A made a video on "How we made Halo 3: The Storm"
I play through the mission, talk about the design process, and chat with other Bungie devs that worked on the mission.
https://t.co/rLr8MBXWI8
This is my favorite climate change chart. Japanese monks, aristocrats, and emperors kept meticulous records of cherry blossom festivals for 1,200 years and accidentally built the world's longest climate dataset.
A bit ironic but the kanna tool now holds similar nostalgia vs just using a planar machine as fountain pen, long form, and other analog.
Also arguing for the planar machine is also used for pro-AI.
@DougTenNapel Watched the whole video and way more convincing and human. Tweets sound terse and judgmental but the talking to camera really humanizes your point. Thanks for sharing.
@theblackvault@FountainCartoon@tupacabra I think plagiarism has been acceptable.
We can appreciate Fan Art and stop when we hear cover bands busking on the streets. They also profit without paying royalties. Often even knowingly. It’s like those Fan Artists who post the ‘don’t take pic’ sign above DTIYS Pokemon.
Pretty much.
Explore AI, make Fan Art, launch OF, make TikToks, explore the edges of what’s acceptable, be a corporate mainline white collar artist, be a marginalized sloppy street painter, explore the entire spectrum of expressions.
I'm not really addressing those surface issues: what looks good, what is preferable, what is fashionable, popular or unpopular. I've just studied art history and for over 100 years artists have experimented (like scientists) on the question, "What is art?"
The answer was always to lean on freedom, experimentation and crazy attempts, stuff where Ai fits well within the definition. It's just another new thing and to exclude it has not been part of our vocabulary. To allow dildo art, cans of human shit and empty rooms or unmade beds to be heralded by the highest levels of art only to say "Ai can't be art" shows an ignorance of our history by a bunch of woke, hysterical digital artists.
One thing we should all know about the arts is that when anyone comes in and says, "You shouldn't do Ai" we give them the finger. I'm a non-conformist and the anti-Ai bros can eat me.
Stay open and curious about how the world works.
Keep observing the world and study fundamentals.
Ground yourself in analog mediums: put pen to paper.
Explore all tools available to you.
You don’t need to create something with AI today or else your career is over.
Don’t let the fomo and fear mongers get to you.
I think you should try (+ learn) it though, not out of fear, but out of curiosity and advancing your skills as we should always be doing every week.
It feels like a WALL recently went up in reality like "this is how it is now"-- but no. "AI" is a big scary thing, and millions of people could end up using or relying on it-- but I think the "old ways" will always persevere. And true work + talent will keeping shining bright.
Quite the flex knowing there are tons of digital shortcuts we’ve been accustomed to.
The best way to combat AI if that’s the hill you’re going to die on is go analog.
I’m no animator and also don’t have this kind of patience.
I see a lot of ‘no they’re not’ from anti AI folks and it helped point to the beating heart of what bothers me about that. It’s so very gatekeepey.
Just spend your energy creating not gate keeping.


_EXERCISE PROMPT:_
Go over the listing below line by line, and return each one holding the string "open".

_SUPPLIED INFORMATION:_
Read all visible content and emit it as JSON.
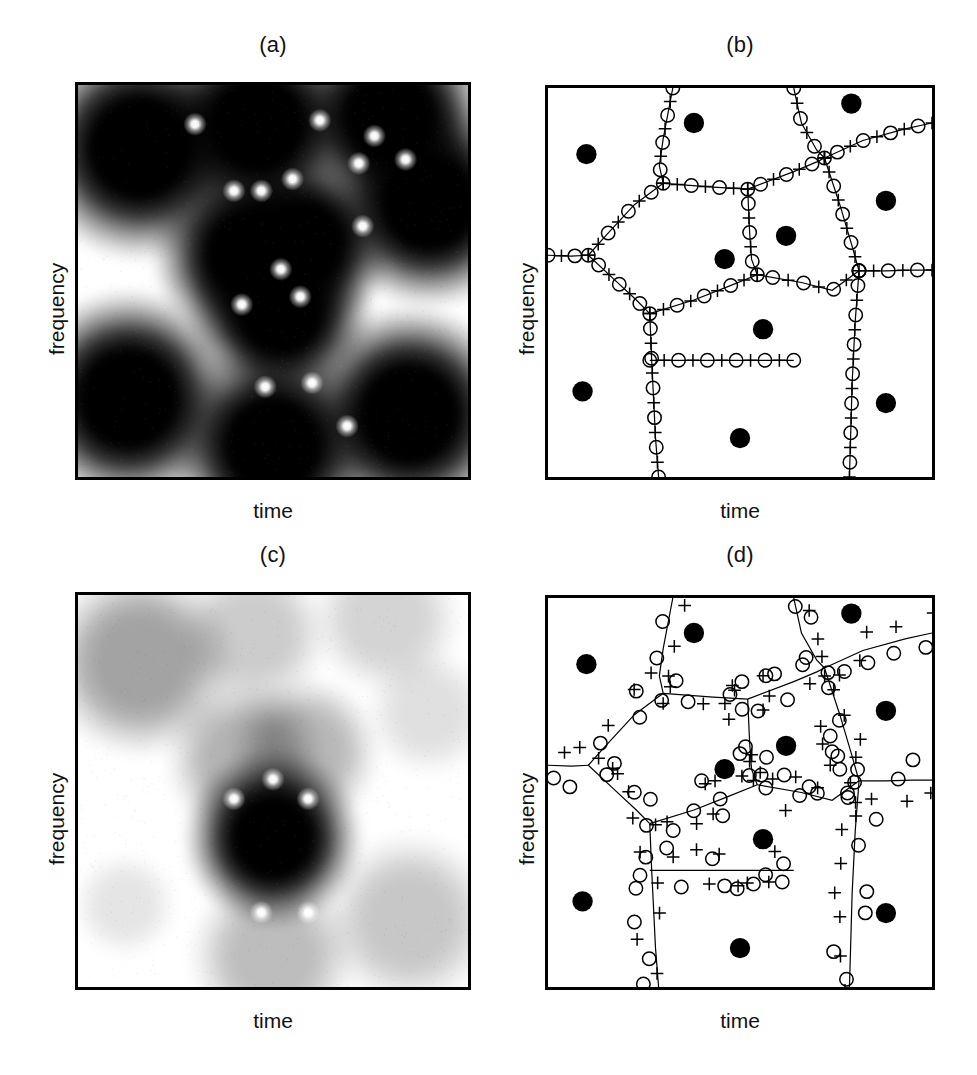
{
  "figure": {
    "width": 977,
    "height": 1075,
    "background": "#ffffff",
    "ink": "#000000"
  },
  "labels": {
    "xlabel": "time",
    "ylabel": "frequency",
    "panel_a": "(a)",
    "panel_b": "(b)",
    "panel_c": "(c)",
    "panel_d": "(d)"
  },
  "panels": [
    {
      "id": "a",
      "letter": "(a)",
      "kind": "field",
      "xlabel": "time",
      "ylabel": "frequency",
      "frame": {
        "x": 75,
        "y": 82,
        "w": 396,
        "h": 398
      },
      "letter_y": 34,
      "xlabel_y": 500,
      "ylabel_x": 46,
      "ylabel_y": 355
    },
    {
      "id": "b",
      "letter": "(b)",
      "kind": "voronoi",
      "xlabel": "time",
      "ylabel": "frequency",
      "frame": {
        "x": 545,
        "y": 85,
        "w": 390,
        "h": 395
      },
      "letter_y": 34,
      "xlabel_y": 500,
      "ylabel_x": 516,
      "ylabel_y": 355
    },
    {
      "id": "c",
      "letter": "(c)",
      "kind": "field",
      "xlabel": "time",
      "ylabel": "frequency",
      "frame": {
        "x": 75,
        "y": 592,
        "w": 396,
        "h": 398
      },
      "letter_y": 544,
      "xlabel_y": 1010,
      "ylabel_x": 46,
      "ylabel_y": 865
    },
    {
      "id": "d",
      "letter": "(d)",
      "kind": "voronoi",
      "xlabel": "time",
      "ylabel": "frequency",
      "frame": {
        "x": 545,
        "y": 595,
        "w": 390,
        "h": 395
      },
      "letter_y": 544,
      "xlabel_y": 1010,
      "ylabel_x": 516,
      "ylabel_y": 865
    }
  ],
  "chart_data": {
    "type": "heatmap",
    "title": "",
    "xlabel": "time",
    "ylabel": "frequency",
    "grid": false,
    "legend": null,
    "axis_ranges": {
      "x": [
        0,
        1
      ],
      "y": [
        0,
        1
      ]
    },
    "marker_legend": [
      {
        "symbol": "filled-disc",
        "glyph": "●",
        "meaning": "Gaussian lattice centre (energy maximum)"
      },
      {
        "symbol": "open-circle",
        "glyph": "○",
        "meaning": "zero / saddle marker"
      },
      {
        "symbol": "plus",
        "glyph": "+",
        "meaning": "critical point marker"
      }
    ],
    "panel_a": {
      "type": "heatmap",
      "colormap": "grey-inverted",
      "value_range": [
        0,
        1
      ],
      "blob_peak": 1.0,
      "blobs": [
        {
          "x": 0.16,
          "y": 0.16,
          "r": 0.145,
          "amp": 1.0
        },
        {
          "x": 0.46,
          "y": 0.1,
          "r": 0.135,
          "amp": 1.0
        },
        {
          "x": 0.8,
          "y": 0.08,
          "r": 0.13,
          "amp": 1.0
        },
        {
          "x": 0.9,
          "y": 0.3,
          "r": 0.135,
          "amp": 1.0
        },
        {
          "x": 0.44,
          "y": 0.43,
          "r": 0.125,
          "amp": 1.0
        },
        {
          "x": 0.58,
          "y": 0.4,
          "r": 0.115,
          "amp": 1.0
        },
        {
          "x": 0.52,
          "y": 0.58,
          "r": 0.12,
          "amp": 1.0
        },
        {
          "x": 0.13,
          "y": 0.8,
          "r": 0.14,
          "amp": 1.0
        },
        {
          "x": 0.5,
          "y": 0.92,
          "r": 0.135,
          "amp": 1.0
        },
        {
          "x": 0.85,
          "y": 0.84,
          "r": 0.14,
          "amp": 1.0
        }
      ],
      "zeros": [
        {
          "x": 0.3,
          "y": 0.1
        },
        {
          "x": 0.62,
          "y": 0.09
        },
        {
          "x": 0.4,
          "y": 0.27
        },
        {
          "x": 0.47,
          "y": 0.27
        },
        {
          "x": 0.55,
          "y": 0.24
        },
        {
          "x": 0.72,
          "y": 0.2
        },
        {
          "x": 0.76,
          "y": 0.13
        },
        {
          "x": 0.84,
          "y": 0.19
        },
        {
          "x": 0.73,
          "y": 0.36
        },
        {
          "x": 0.52,
          "y": 0.47
        },
        {
          "x": 0.42,
          "y": 0.56
        },
        {
          "x": 0.57,
          "y": 0.54
        },
        {
          "x": 0.48,
          "y": 0.77
        },
        {
          "x": 0.6,
          "y": 0.76
        },
        {
          "x": 0.69,
          "y": 0.87
        }
      ]
    },
    "panel_c": {
      "type": "heatmap",
      "colormap": "grey-inverted",
      "value_range": [
        0,
        1
      ],
      "note": "Same lattice as (a) but strongly attenuated: only the central blob reaches full black.",
      "blobs": [
        {
          "x": 0.16,
          "y": 0.17,
          "r": 0.125,
          "amp": 0.36
        },
        {
          "x": 0.45,
          "y": 0.1,
          "r": 0.1,
          "amp": 0.2
        },
        {
          "x": 0.79,
          "y": 0.06,
          "r": 0.1,
          "amp": 0.17
        },
        {
          "x": 0.9,
          "y": 0.3,
          "r": 0.085,
          "amp": 0.12
        },
        {
          "x": 0.43,
          "y": 0.42,
          "r": 0.105,
          "amp": 0.3
        },
        {
          "x": 0.58,
          "y": 0.4,
          "r": 0.1,
          "amp": 0.28
        },
        {
          "x": 0.5,
          "y": 0.62,
          "r": 0.115,
          "amp": 1.0
        },
        {
          "x": 0.12,
          "y": 0.79,
          "r": 0.07,
          "amp": 0.1
        },
        {
          "x": 0.5,
          "y": 0.92,
          "r": 0.11,
          "amp": 0.26
        },
        {
          "x": 0.85,
          "y": 0.83,
          "r": 0.115,
          "amp": 0.22
        }
      ],
      "zeros": [
        {
          "x": 0.5,
          "y": 0.47
        },
        {
          "x": 0.4,
          "y": 0.52
        },
        {
          "x": 0.59,
          "y": 0.52
        },
        {
          "x": 0.47,
          "y": 0.81
        },
        {
          "x": 0.59,
          "y": 0.81
        }
      ]
    },
    "panel_b": {
      "type": "scatter",
      "note": "Markers lie tightly along the Voronoi edges (low-noise case).",
      "discs": [
        {
          "x": 0.1,
          "y": 0.17
        },
        {
          "x": 0.38,
          "y": 0.09
        },
        {
          "x": 0.79,
          "y": 0.04
        },
        {
          "x": 0.88,
          "y": 0.29
        },
        {
          "x": 0.62,
          "y": 0.38
        },
        {
          "x": 0.46,
          "y": 0.44
        },
        {
          "x": 0.56,
          "y": 0.62
        },
        {
          "x": 0.09,
          "y": 0.78
        },
        {
          "x": 0.5,
          "y": 0.9
        },
        {
          "x": 0.88,
          "y": 0.81
        }
      ],
      "edges": [
        [
          [
            0.325,
            0.0
          ],
          [
            0.3,
            0.13
          ],
          [
            0.29,
            0.2
          ],
          [
            0.3,
            0.245
          ]
        ],
        [
          [
            0.3,
            0.245
          ],
          [
            0.225,
            0.3
          ],
          [
            0.15,
            0.38
          ],
          [
            0.105,
            0.43
          ]
        ],
        [
          [
            0.3,
            0.245
          ],
          [
            0.43,
            0.255
          ],
          [
            0.52,
            0.26
          ]
        ],
        [
          [
            0.52,
            0.26
          ],
          [
            0.64,
            0.215
          ],
          [
            0.7,
            0.19
          ],
          [
            0.72,
            0.18
          ]
        ],
        [
          [
            0.64,
            0.0
          ],
          [
            0.66,
            0.09
          ],
          [
            0.7,
            0.16
          ],
          [
            0.72,
            0.18
          ]
        ],
        [
          [
            0.72,
            0.18
          ],
          [
            0.82,
            0.135
          ],
          [
            0.93,
            0.105
          ],
          [
            1.0,
            0.09
          ]
        ],
        [
          [
            0.72,
            0.18
          ],
          [
            0.76,
            0.3
          ],
          [
            0.79,
            0.4
          ],
          [
            0.81,
            0.47
          ]
        ],
        [
          [
            0.52,
            0.26
          ],
          [
            0.525,
            0.37
          ],
          [
            0.53,
            0.44
          ],
          [
            0.545,
            0.48
          ]
        ],
        [
          [
            0.0,
            0.43
          ],
          [
            0.06,
            0.432
          ],
          [
            0.105,
            0.43
          ]
        ],
        [
          [
            0.105,
            0.43
          ],
          [
            0.17,
            0.49
          ],
          [
            0.23,
            0.545
          ],
          [
            0.265,
            0.58
          ]
        ],
        [
          [
            0.265,
            0.58
          ],
          [
            0.38,
            0.545
          ],
          [
            0.47,
            0.51
          ],
          [
            0.545,
            0.48
          ]
        ],
        [
          [
            0.545,
            0.48
          ],
          [
            0.66,
            0.5
          ],
          [
            0.74,
            0.52
          ],
          [
            0.81,
            0.47
          ]
        ],
        [
          [
            0.81,
            0.47
          ],
          [
            0.88,
            0.47
          ],
          [
            0.95,
            0.468
          ],
          [
            1.0,
            0.468
          ]
        ],
        [
          [
            0.265,
            0.58
          ],
          [
            0.27,
            0.7
          ],
          [
            0.275,
            0.8
          ],
          [
            0.28,
            0.9
          ],
          [
            0.288,
            1.0
          ]
        ],
        [
          [
            0.265,
            0.7
          ],
          [
            0.4,
            0.7
          ],
          [
            0.53,
            0.7
          ],
          [
            0.64,
            0.7
          ]
        ],
        [
          [
            0.81,
            0.47
          ],
          [
            0.8,
            0.6
          ],
          [
            0.792,
            0.76
          ],
          [
            0.788,
            0.9
          ],
          [
            0.785,
            1.0
          ]
        ]
      ],
      "markers_per_edge": "alternating open-circle and plus, evenly spaced",
      "marker_jitter": 0.0
    },
    "panel_d": {
      "type": "scatter",
      "note": "Same lattice and tessellation as (b), but markers are noise-perturbed and scatter away from the edges, especially in the low-energy interior cells.",
      "discs": [
        {
          "x": 0.1,
          "y": 0.17
        },
        {
          "x": 0.38,
          "y": 0.09
        },
        {
          "x": 0.79,
          "y": 0.04
        },
        {
          "x": 0.88,
          "y": 0.29
        },
        {
          "x": 0.62,
          "y": 0.38
        },
        {
          "x": 0.46,
          "y": 0.44
        },
        {
          "x": 0.56,
          "y": 0.62
        },
        {
          "x": 0.09,
          "y": 0.78
        },
        {
          "x": 0.5,
          "y": 0.9
        },
        {
          "x": 0.88,
          "y": 0.81
        }
      ],
      "edges": [
        [
          [
            0.325,
            0.0
          ],
          [
            0.3,
            0.13
          ],
          [
            0.29,
            0.2
          ],
          [
            0.3,
            0.245
          ]
        ],
        [
          [
            0.3,
            0.245
          ],
          [
            0.225,
            0.3
          ],
          [
            0.15,
            0.38
          ],
          [
            0.105,
            0.43
          ]
        ],
        [
          [
            0.3,
            0.245
          ],
          [
            0.43,
            0.255
          ],
          [
            0.52,
            0.26
          ]
        ],
        [
          [
            0.52,
            0.26
          ],
          [
            0.64,
            0.215
          ],
          [
            0.7,
            0.19
          ],
          [
            0.72,
            0.18
          ]
        ],
        [
          [
            0.64,
            0.0
          ],
          [
            0.66,
            0.09
          ],
          [
            0.7,
            0.16
          ],
          [
            0.72,
            0.18
          ]
        ],
        [
          [
            0.72,
            0.18
          ],
          [
            0.82,
            0.135
          ],
          [
            0.93,
            0.105
          ],
          [
            1.0,
            0.09
          ]
        ],
        [
          [
            0.72,
            0.18
          ],
          [
            0.76,
            0.3
          ],
          [
            0.79,
            0.4
          ],
          [
            0.81,
            0.47
          ]
        ],
        [
          [
            0.52,
            0.26
          ],
          [
            0.525,
            0.37
          ],
          [
            0.53,
            0.44
          ],
          [
            0.545,
            0.48
          ]
        ],
        [
          [
            0.0,
            0.43
          ],
          [
            0.06,
            0.432
          ],
          [
            0.105,
            0.43
          ]
        ],
        [
          [
            0.105,
            0.43
          ],
          [
            0.17,
            0.49
          ],
          [
            0.23,
            0.545
          ],
          [
            0.265,
            0.58
          ]
        ],
        [
          [
            0.265,
            0.58
          ],
          [
            0.38,
            0.545
          ],
          [
            0.47,
            0.51
          ],
          [
            0.545,
            0.48
          ]
        ],
        [
          [
            0.545,
            0.48
          ],
          [
            0.66,
            0.5
          ],
          [
            0.74,
            0.52
          ],
          [
            0.81,
            0.47
          ]
        ],
        [
          [
            0.81,
            0.47
          ],
          [
            0.88,
            0.47
          ],
          [
            0.95,
            0.468
          ],
          [
            1.0,
            0.468
          ]
        ],
        [
          [
            0.265,
            0.58
          ],
          [
            0.27,
            0.7
          ],
          [
            0.275,
            0.8
          ],
          [
            0.28,
            0.9
          ],
          [
            0.288,
            1.0
          ]
        ],
        [
          [
            0.265,
            0.7
          ],
          [
            0.4,
            0.7
          ],
          [
            0.53,
            0.7
          ],
          [
            0.64,
            0.7
          ]
        ],
        [
          [
            0.81,
            0.47
          ],
          [
            0.8,
            0.6
          ],
          [
            0.792,
            0.76
          ],
          [
            0.788,
            0.9
          ],
          [
            0.785,
            1.0
          ]
        ]
      ],
      "markers_per_edge": "alternating open-circle and plus, scattered off the edges",
      "marker_jitter": 0.055
    }
  }
}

_SOLUTION FOR THIS TASK:_
        "symbol": "open-circle",
      "markers_per_edge": "alternating open-circle and plus, evenly spaced",
      "markers_per_edge": "alternating open-circle and plus, scattered off the edges",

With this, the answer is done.